How one charity is bringing marketing up the business agenda
How do you convince people that marketing is not a cost but an investment? Rewilding Britain is using a three-part strategy to win over sceptics.
Hilary Cross is a force to be reckoned with. She overhauled marketing at The British Council and helped to grow MacMillan to become the household name it is today but now is turning her hand to the environment.
For the past 12 months she has been working with Rewilding Britain, a five-year-old ecological charity, to redefine its audience and strategy.
Originally brought in to assess communications, Cross quickly persuaded the charity that its issues ran deeper and that it needed to rethink its whole brand.
It was “not articulating its worth”, Cross tells Marketing Week. She believed the growing interest in the climate crisis through everything from Greta Thunberg to Extinction Rebellion meant this was an even greater missed opportunity.
“They had a lot of influence in government looking at policy but they just weren’t talking in a way that was inspiring and bold. They were too apologetic and slightly unclear about rewilding and they were not providing calls to action for people who want to do something,” she explains.
As the brand and strategy consultant, Cross has redefined its strategy, vision and values with the help of a small team spanning content, press and digital marketing.
First, she honed the target audience by getting the charity to think about who it needed to talk to, rather than trying to communicate and persuade everybody. From here, Cross worked out the charity needed to do three main things: capitalise on the interest that already exists, influence policy and legislation, and engage people.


## TASK GOAL
Apart from the pictures, every entry should be reproduced exactly.

* * * * * * * * *

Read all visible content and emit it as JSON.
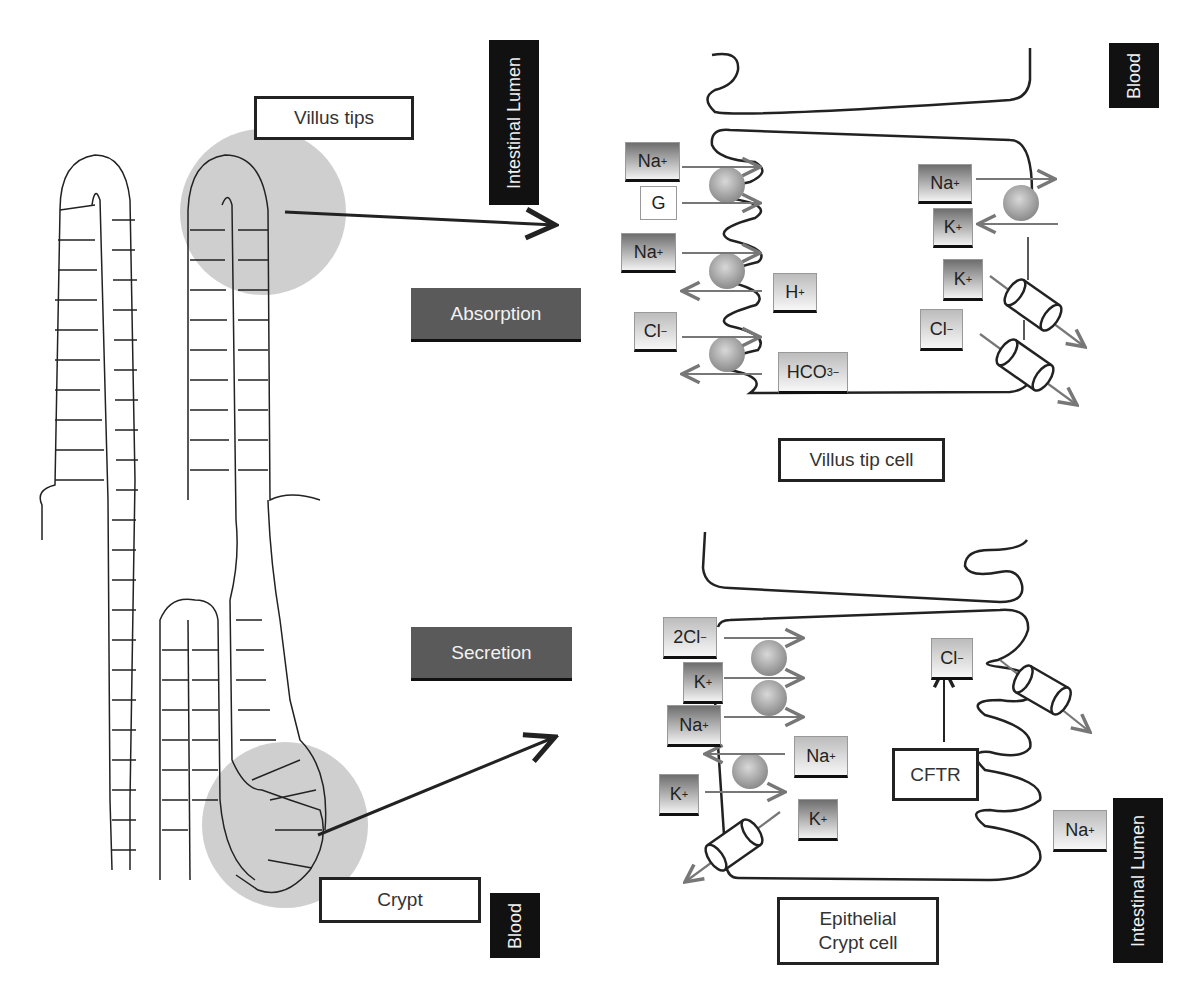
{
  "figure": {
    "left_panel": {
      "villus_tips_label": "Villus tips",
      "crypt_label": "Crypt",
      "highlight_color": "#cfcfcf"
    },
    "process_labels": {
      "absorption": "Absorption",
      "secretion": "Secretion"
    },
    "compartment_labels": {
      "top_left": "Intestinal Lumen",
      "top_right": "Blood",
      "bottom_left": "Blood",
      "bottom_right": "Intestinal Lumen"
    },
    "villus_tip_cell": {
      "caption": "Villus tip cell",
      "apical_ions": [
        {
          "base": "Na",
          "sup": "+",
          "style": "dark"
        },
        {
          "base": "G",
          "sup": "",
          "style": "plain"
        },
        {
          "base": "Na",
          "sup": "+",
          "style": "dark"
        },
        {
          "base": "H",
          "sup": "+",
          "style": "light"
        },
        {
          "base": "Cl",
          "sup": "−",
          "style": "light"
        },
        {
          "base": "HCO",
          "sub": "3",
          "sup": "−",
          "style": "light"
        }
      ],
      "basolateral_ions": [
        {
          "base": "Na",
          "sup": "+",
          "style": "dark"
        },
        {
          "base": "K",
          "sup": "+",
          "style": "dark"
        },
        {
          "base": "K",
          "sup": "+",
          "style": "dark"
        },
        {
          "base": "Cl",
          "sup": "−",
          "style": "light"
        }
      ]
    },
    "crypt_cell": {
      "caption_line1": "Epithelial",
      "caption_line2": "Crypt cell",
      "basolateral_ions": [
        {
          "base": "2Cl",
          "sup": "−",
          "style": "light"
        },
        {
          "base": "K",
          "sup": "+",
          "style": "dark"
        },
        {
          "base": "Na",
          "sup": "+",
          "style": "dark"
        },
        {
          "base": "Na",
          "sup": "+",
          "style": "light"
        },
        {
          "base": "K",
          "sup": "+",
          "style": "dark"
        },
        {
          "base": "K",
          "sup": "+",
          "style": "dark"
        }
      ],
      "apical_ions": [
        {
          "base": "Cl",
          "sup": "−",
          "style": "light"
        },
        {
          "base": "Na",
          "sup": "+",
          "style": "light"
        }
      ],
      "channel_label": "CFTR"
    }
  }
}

* * * * * * * * *

## EXERCISE RESULT
Read all visible content and emit it as JSON.
{
  "figure": {
    "left_panel": {
      "villus_tips_label": "Villus tips",
      "crypt_label": "Crypt",
      "highlight_color": "#cfcfcf"
    },
    "process_labels": {
      "absorption": "Absorption",
      "secretion": "Secretion"
    },
    "compartment_labels": {
      "top_left": "Intestinal Lumen",
      "top_right": "Blood",
      "bottom_left": "Blood",
      "bottom_right": "Intestinal Lumen"
    },
    "villus_tip_cell": {
      "caption": "Villus tip cell",
      "apical_ions": [
        {
          "base": "Na",
          "sup": "+",
          "style": "dark"
        },
        {
          "base": "G",
          "sup": "",
          "style": "plain"
        },
        {
          "base": "Na",
          "sup": "+",
          "style": "dark"
        },
        {
          "base": "H",
          "sup": "+",
          "style": "light"
        },
        {
          "base": "Cl",
          "sup": "−",
          "style": "light"
        },
        {
          "base": "HCO",
          "sub": "3",
          "sup": "−",
          "style": "light"
        }
      ],
      "basolateral_ions": [
        {
          "base": "Na",
          "sup": "+",
          "style": "dark"
        },
        {
          "base": "K",
          "sup": "+",
          "style": "dark"
        },
        {
          "base": "K",
          "sup": "+",
          "style": "dark"
        },
        {
          "base": "Cl",
          "sup": "−",
          "style": "light"
        }
      ]
    },
    "crypt_cell": {
      "caption_line1": "Epithelial",
      "caption_line2": "Crypt cell",
      "basolateral_ions": [
        {
          "base": "2Cl",
          "sup": "−",
          "style": "light"
        },
        {
          "base": "K",
          "sup": "+",
          "style": "dark"
        },
        {
          "base": "Na",
          "sup": "+",
          "style": "dark"
        },
        {
          "base": "Na",
          "sup": "+",
          "style": "light"
        },
        {
          "base": "K",
          "sup": "+",
          "style": "dark"
        },
        {
          "base": "K",
          "sup": "+",
          "style": "dark"
        }
      ],
      "apical_ions": [
        {
          "base": "Cl",
          "sup": "−",
          "style": "light"
        },
        {
          "base": "Na",
          "sup": "+",
          "style": "light"
        }
      ],
      "channel_label": "CFTR"
    }
  }
}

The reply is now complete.